Which means the Overlook ended up as parts Stanley, parts Timberline, and parts Ahwahnee.

And, well, parts …

Elstree

Kubrick didn’t want to leave England to film The Shining.

Basically refused to, it seems.

So instead, he took over the whole of Elstree Studios in Hertfordshire and built out his Overlook there.

Add one more piece of geography to the Overlook, then, and you have a true melting pot of horror-ble space.

But that’s not all!

Epilogue

Everybody knows that Stephen King wasn’t much of a fan of Kubrick’s adaptation of The Shining.

Maybe because Jack Torrance was too crazy from the beginning. Maybe because Wendy was too weak

Mostly, though, it was because both dudes saw the whole thing as pretty much a creative pissing match.

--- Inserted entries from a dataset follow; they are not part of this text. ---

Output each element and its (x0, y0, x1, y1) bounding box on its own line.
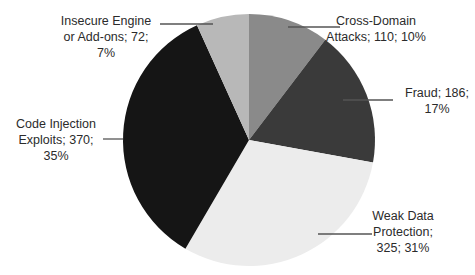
label-line: 325; 31% (372, 240, 434, 256)
label-fraud: Fraud; 186; 17% (405, 85, 469, 117)
label-line: Protection; (372, 224, 434, 240)
label-insecure-engine-or-add-ons: Insecure Engine or Add-ons; 72; 7% (61, 13, 151, 61)
label-weak-data-protection: Weak Data Protection; 325; 31% (372, 208, 434, 256)
label-line: 17% (405, 101, 469, 117)
label-line: Exploits; 370; (16, 132, 96, 148)
label-line: Code Injection (16, 116, 96, 132)
label-line: Cross-Domain (326, 13, 426, 29)
label-line: 35% (16, 148, 96, 164)
label-line: or Add-ons; 72; (61, 29, 151, 45)
label-line: Weak Data (372, 208, 434, 224)
label-line: 7% (61, 45, 151, 61)
label-cross-domain-attacks: Cross-Domain Attacks; 110; 10% (326, 13, 426, 45)
label-line: Insecure Engine (61, 13, 151, 29)
label-code-injection-exploits: Code Injection Exploits; 370; 35% (16, 116, 96, 164)
label-line: Fraud; 186; (405, 85, 469, 101)
label-line: Attacks; 110; 10% (326, 29, 426, 45)
pie-slices (123, 14, 375, 266)
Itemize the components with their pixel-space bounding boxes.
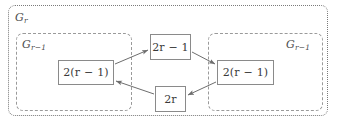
edge-top-to-right [192, 52, 215, 64]
node-2r[interactable]: 2r [155, 86, 186, 112]
node-2r-minus-1[interactable]: 2r − 1 [150, 34, 191, 60]
node-left-2r-minus-1-paren[interactable]: 2(r − 1) [58, 60, 114, 85]
node-right-2r-minus-1-paren[interactable]: 2(r − 1) [217, 60, 274, 85]
figure-canvas: Gr Gr−1 Gr−1 2r − 1 2(r − 1) 2(r − 1) 2r [0, 0, 339, 126]
node-right-2r-minus-1-paren-label: 2(r − 1) [223, 66, 269, 79]
node-left-2r-minus-1-paren-label: 2(r − 1) [63, 66, 109, 79]
edge-bottom-to-left [116, 81, 154, 94]
edge-right-to-bottom [188, 82, 216, 95]
node-2r-label: 2r [164, 93, 177, 106]
node-2r-minus-1-label: 2r − 1 [152, 41, 189, 54]
edge-left-to-top [115, 50, 148, 64]
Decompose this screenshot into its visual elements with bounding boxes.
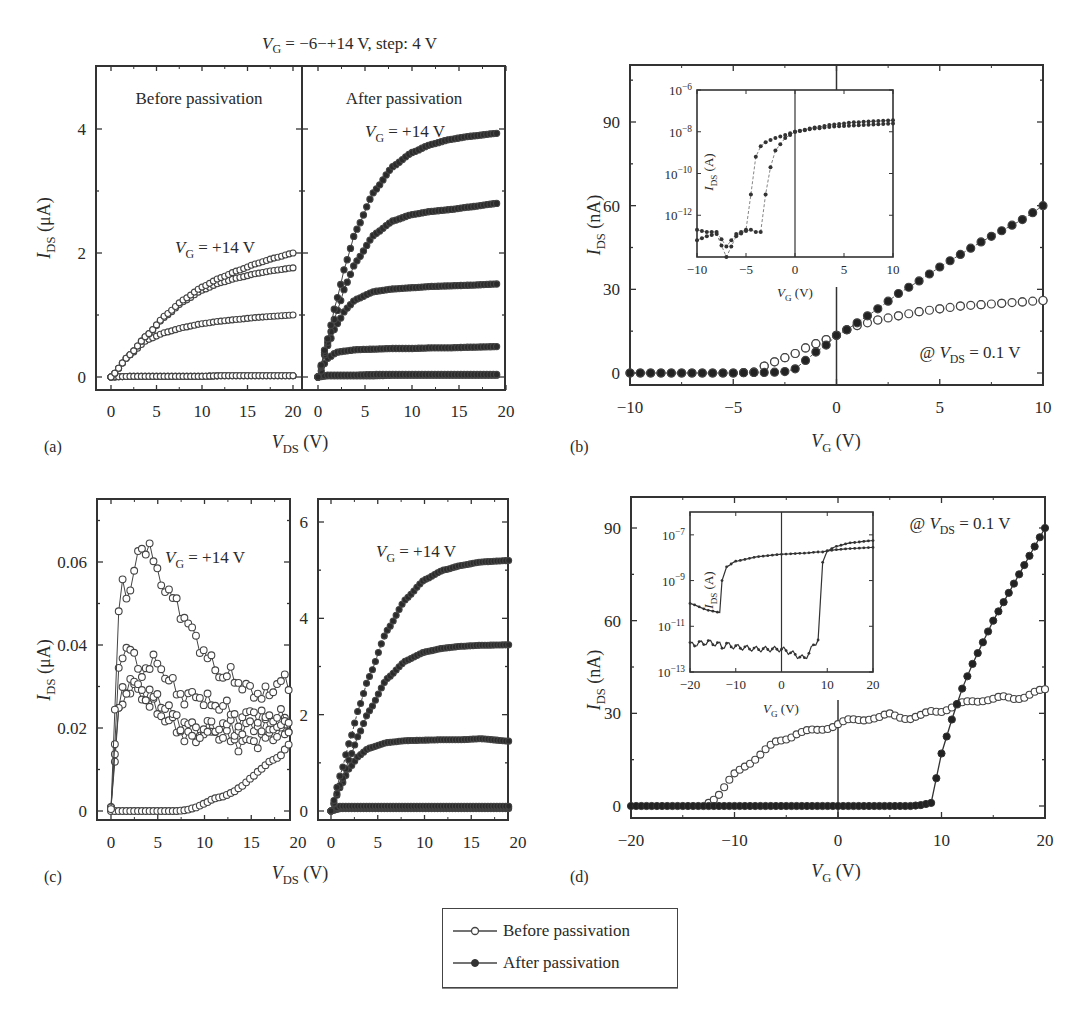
inset-data-point	[780, 648, 783, 651]
inset-data-point	[842, 121, 846, 125]
inset-data-point	[840, 548, 843, 551]
open-data-point	[154, 565, 161, 572]
inset-data-point	[821, 561, 824, 564]
open-data-point	[254, 719, 261, 726]
tick-label: 10−6	[669, 82, 692, 98]
filled-data-point	[894, 290, 902, 298]
open-data-point	[154, 691, 161, 698]
filled-data-point	[355, 734, 361, 740]
inset-data-point	[872, 539, 875, 542]
inset-data-point	[757, 555, 760, 558]
filled-data-point	[349, 732, 355, 738]
open-data-point	[998, 299, 1006, 307]
y-tick-label: 0.02	[57, 719, 87, 738]
open-data-point	[200, 702, 207, 709]
open-data-point	[189, 732, 196, 739]
open-data-point	[216, 726, 223, 733]
open-data-point	[146, 540, 153, 547]
open-data-point	[193, 632, 200, 639]
open-data-point	[250, 738, 257, 745]
open-data-point	[894, 312, 902, 320]
filled-data-point	[349, 751, 355, 757]
legend-label-before: Before passivation	[503, 921, 630, 941]
inset-data-point	[798, 656, 801, 659]
filled-data-point	[791, 365, 799, 373]
open-data-point	[196, 735, 203, 742]
series-line	[331, 739, 509, 811]
filled-data-point	[636, 369, 644, 377]
open-data-point	[208, 652, 215, 659]
inset-data-point	[748, 648, 751, 651]
filled-data-point	[956, 250, 964, 258]
annotation-vg-right: VG = +14 V	[376, 542, 457, 565]
panel-c: 005510101515202000.020.040.060246VG = +1…	[34, 499, 527, 887]
open-data-point	[196, 695, 203, 702]
tick-label: 10−7	[662, 527, 685, 543]
filled-data-point	[1010, 580, 1017, 587]
inset-data-point	[876, 119, 880, 123]
filled-data-point	[915, 277, 923, 285]
open-data-point	[111, 741, 118, 748]
filled-data-point	[1041, 524, 1048, 531]
open-data-point	[1008, 299, 1016, 307]
open-data-point	[1029, 297, 1037, 305]
open-data-point	[254, 745, 261, 752]
open-data-point	[123, 690, 130, 697]
filled-data-point	[1026, 552, 1033, 559]
inset-data-point	[753, 647, 756, 650]
filled-data-point	[647, 369, 655, 377]
inset-data-point	[793, 130, 797, 134]
filled-data-point	[729, 369, 737, 377]
inset-data-point	[739, 647, 742, 650]
y-tick-label: 60	[603, 197, 620, 216]
open-data-point	[138, 687, 145, 694]
filled-data-point	[938, 750, 945, 757]
inset-x-tick-label: 0	[778, 677, 785, 692]
y-tick-label: 2	[300, 706, 309, 725]
filled-data-point	[390, 618, 396, 624]
y-axis-label: IDS (μA)	[34, 639, 58, 701]
filled-data-point	[321, 347, 327, 353]
filled-data-point	[948, 716, 955, 723]
annotation-vds: @ VDS = 0.1 V	[919, 343, 1021, 366]
inset-data-point	[832, 122, 836, 126]
open-data-point	[119, 684, 126, 691]
filled-data-point	[334, 784, 340, 790]
inset-data-point	[739, 232, 743, 236]
filled-data-point	[984, 628, 991, 635]
inset-data-point	[844, 543, 847, 546]
inset-data-point	[794, 552, 797, 555]
x-tick-label: 10	[933, 831, 950, 850]
filled-data-point	[346, 741, 352, 747]
filled-data-point	[1031, 543, 1038, 550]
inset-data-point	[721, 647, 724, 650]
filled-data-point	[372, 658, 378, 664]
filled-data-point	[494, 200, 500, 206]
inset-data-point	[716, 641, 719, 644]
inset-data-point	[764, 140, 768, 144]
inset-data-point	[778, 142, 782, 146]
filled-data-point	[338, 315, 344, 321]
inset-x-tick-label: 10	[821, 677, 834, 692]
inset-data-point	[739, 559, 742, 562]
inset-data-point	[821, 551, 824, 554]
inset-x-axis-label: VG (V)	[777, 285, 813, 303]
inset-x-tick-label: −20	[680, 677, 700, 692]
y-tick-label: 0	[612, 364, 621, 383]
open-data-point	[146, 703, 153, 710]
filled-data-point	[331, 306, 337, 312]
filled-data-point	[340, 764, 346, 770]
open-data-point	[131, 649, 138, 656]
filled-data-point	[987, 232, 995, 240]
inset-data-point	[734, 644, 737, 647]
inset-data-point	[773, 149, 777, 153]
inset-data-point	[762, 647, 765, 650]
open-data-point	[177, 727, 184, 734]
open-data-point	[204, 690, 211, 697]
inset-data-point	[812, 643, 815, 646]
legend-item-before: Before passivation	[453, 919, 630, 943]
inset-data-point	[771, 648, 774, 651]
inset-data-point	[715, 232, 719, 236]
filled-data-point	[760, 368, 768, 376]
filled-data-point	[357, 220, 363, 226]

King fought like hell to regain the film rights to his book and finally succeeded to some degree in the mid-1990s.

The result?

The 1997 ABC television miniseries version of The Shining starring Steven Weber and Rebecca De Mornay.

And, can you guess where that three-parter was set.

Right. It was the Stanley.

Even though the Overlook existed only in the author’s imagination.

(And one last thing … we really need a fan theory that ties The Shining to Salem’s Lot, especially if we ever get the long-promised Salem’s Lot movie.)